Another awkward ruling

The ICJ’s judgment follows a ruling by Israel’s own High Court, on June 30th, that three-quarters of a 40km stretch of the barrier, to the north-west of Jerusalem (see map), must be rerouted because of its “severe” effects on the 35,000-odd Palestinians living in its path. Mr Sharon said he would abide by this ruling, largely because the court also upheld his argument that the barrier’s main and legitimate purpose is for security.

Nevertheless, Palestinians hope the Israeli court’s decision will set a precedent. Last month Israel began to build a barrier around Ariel, a large Jewish settlement 20km inside the West Bank, which will eventually be linked up to the rest. The government says that the High Court’s decision is unlikely to affect the route around Ariel and three other nearby settlements because they are “home to 50,000 Israelis and just one Palestinian family”. Palestinians argue that some 11,000 of their number have already had land requisitioned to make room for the Ariel barrier. Another, bigger test will be East Jerusalem, the Arab-populated part of the ancient city that has been occupied by Israel since 1967. If the barrier follows the defence ministry’s latest maps, it will seriously constrain the lives of some 200,000 Palestinians.

Many governments worldwide agree with the ICJ that the barrier is illegal.
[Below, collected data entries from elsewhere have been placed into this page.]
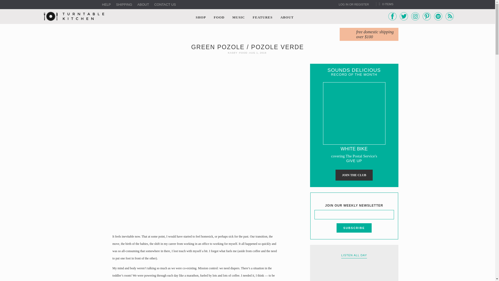 Image resolution: width=499 pixels, height=281 pixels. What do you see at coordinates (201, 17) in the screenshot?
I see `SHOP` at bounding box center [201, 17].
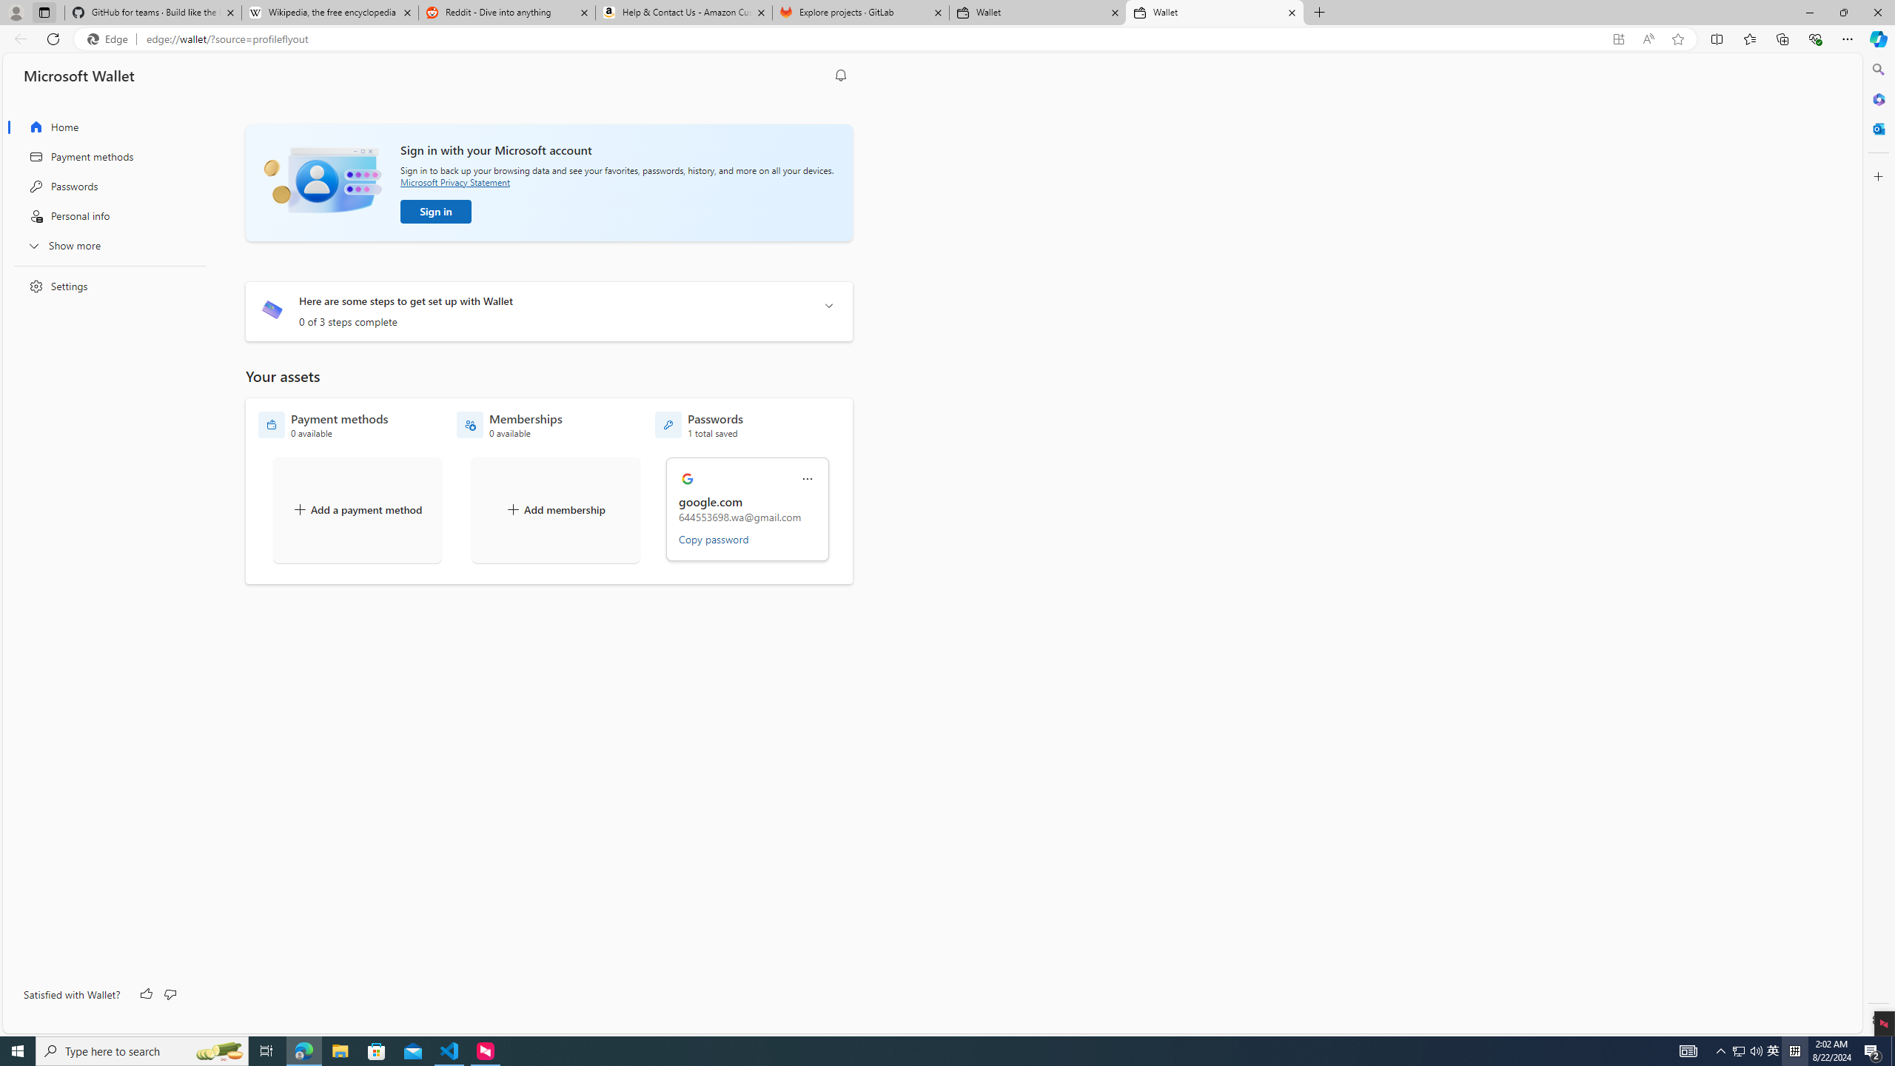 The width and height of the screenshot is (1895, 1066). I want to click on Passwords - 1 total saved, so click(699, 425).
Most countries also regard Israel’s presence in the West Bank and Gaza as “occupation” and thus the Jewish settlements there as illegal—even America’s State Department has long held this view. Israel counters that the territories are not occupied but “disputed”. Many Israelis regard “Judea and Samaria”, as they call the West Bank, as part of the Promised Land that God gave the Jews.
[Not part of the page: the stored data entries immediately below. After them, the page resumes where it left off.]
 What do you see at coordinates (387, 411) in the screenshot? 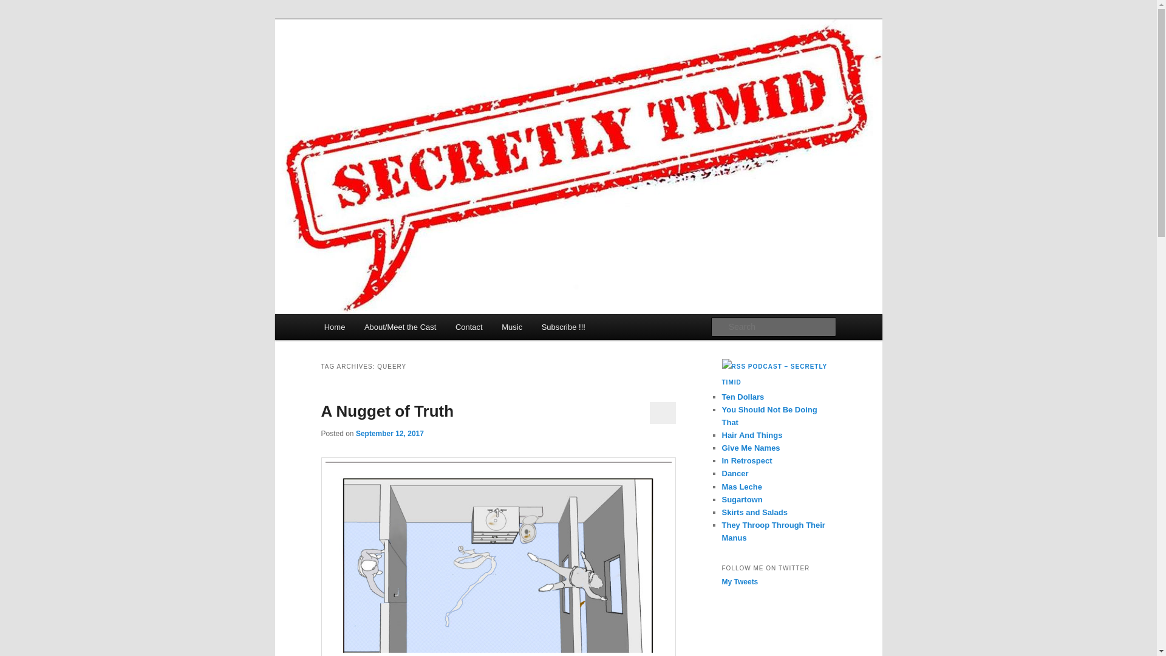
I see `A Nugget of Truth` at bounding box center [387, 411].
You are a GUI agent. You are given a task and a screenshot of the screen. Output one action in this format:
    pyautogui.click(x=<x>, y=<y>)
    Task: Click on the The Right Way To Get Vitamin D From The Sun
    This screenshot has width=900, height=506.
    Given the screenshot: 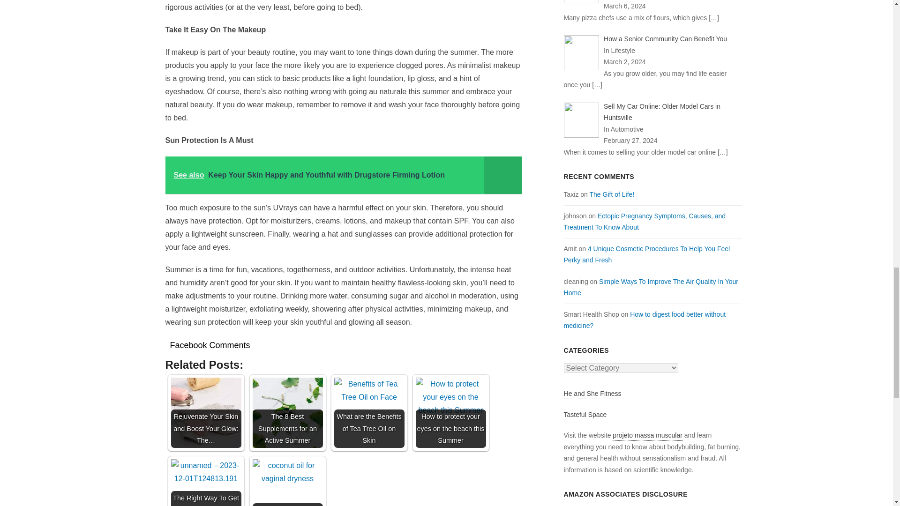 What is the action you would take?
    pyautogui.click(x=206, y=472)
Theological debate aside, Mr Sharon will try to ignore the rulings of both the ICJ and the Israeli court, and push on with building the barrier, while simultaneously pursuing his plan for unilateral “disengagement” from the Palestinians. The first step of this is to withdraw Israeli security forces and settlers from Gaza and a small part of the northern West Bank. Hardliners in Mr Sharon’s Likud party and in extreme right-wing parties in his ruling coalition are fiercely opposed, regarding any withdrawal as rewarding Palestinian terrorism.

Though he has survived several confidence votes in the Knesset, Mr Sharon is struggling to stay in government. On Monday, he met Shimon Peres, the leader of the main opposition Labour Party, to discuss forming a national-unity government. There was no immediate decision, though the two veteran leaders agreed to co-operate to push through the Gaza pull-out plan. Meanwhile the violence in Gaza continued: a 70-year-old Palestinian man was crushed to death on Monday, as Israeli bulldozers demolished buildings suspected of harbouring militants.
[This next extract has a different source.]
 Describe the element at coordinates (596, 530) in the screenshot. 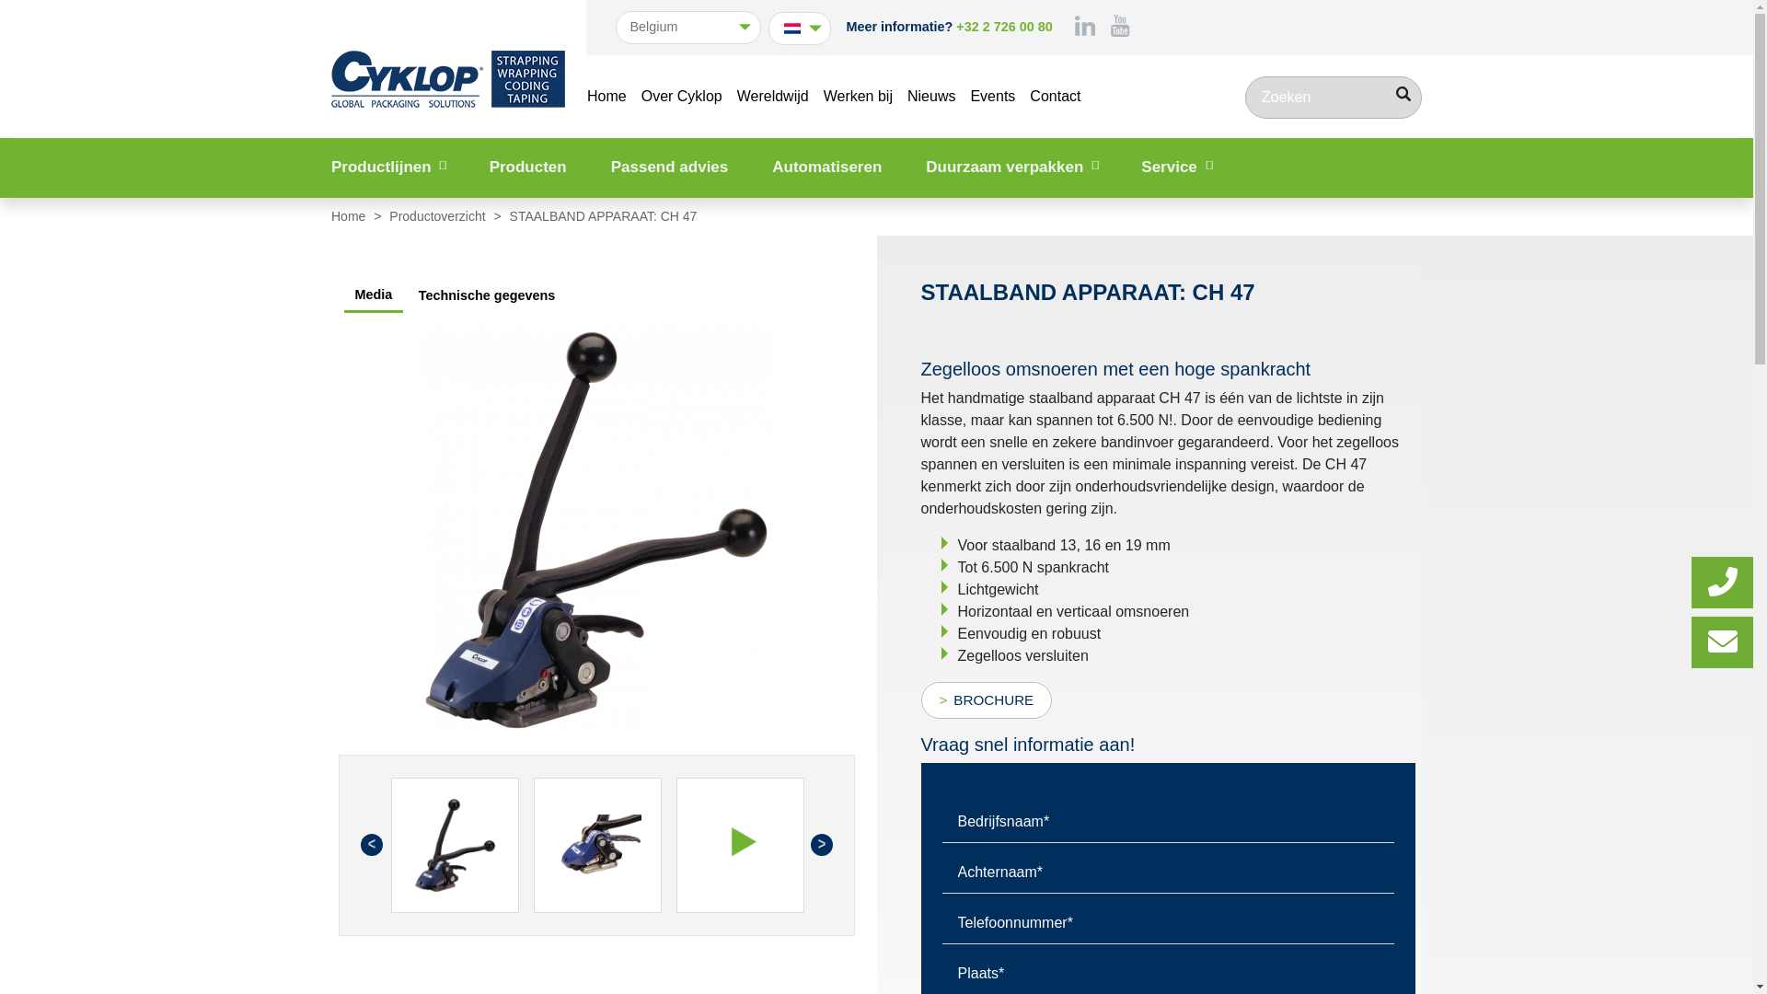

I see `Staalband Omsnoeringsapparaat CH 47- Side` at that location.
Palestinians’ hopes of gaining the moral high ground as a result of the two court rulings are undermined by the criticisms of the Palestinian leader, Yasser Arafat, made recently by the world powers mediating the peace process. They have become exasperated at Mr Arafat’s steadfast refusal to allow the Palestinian Authority’s various, rival security forces to be merged and reformed. Their continued failure to rein in militant groups only strengthens Israel's case for continuing to wave aside world opinion, pressing on with building the barrier and “disengaging” in the manner it sees fit.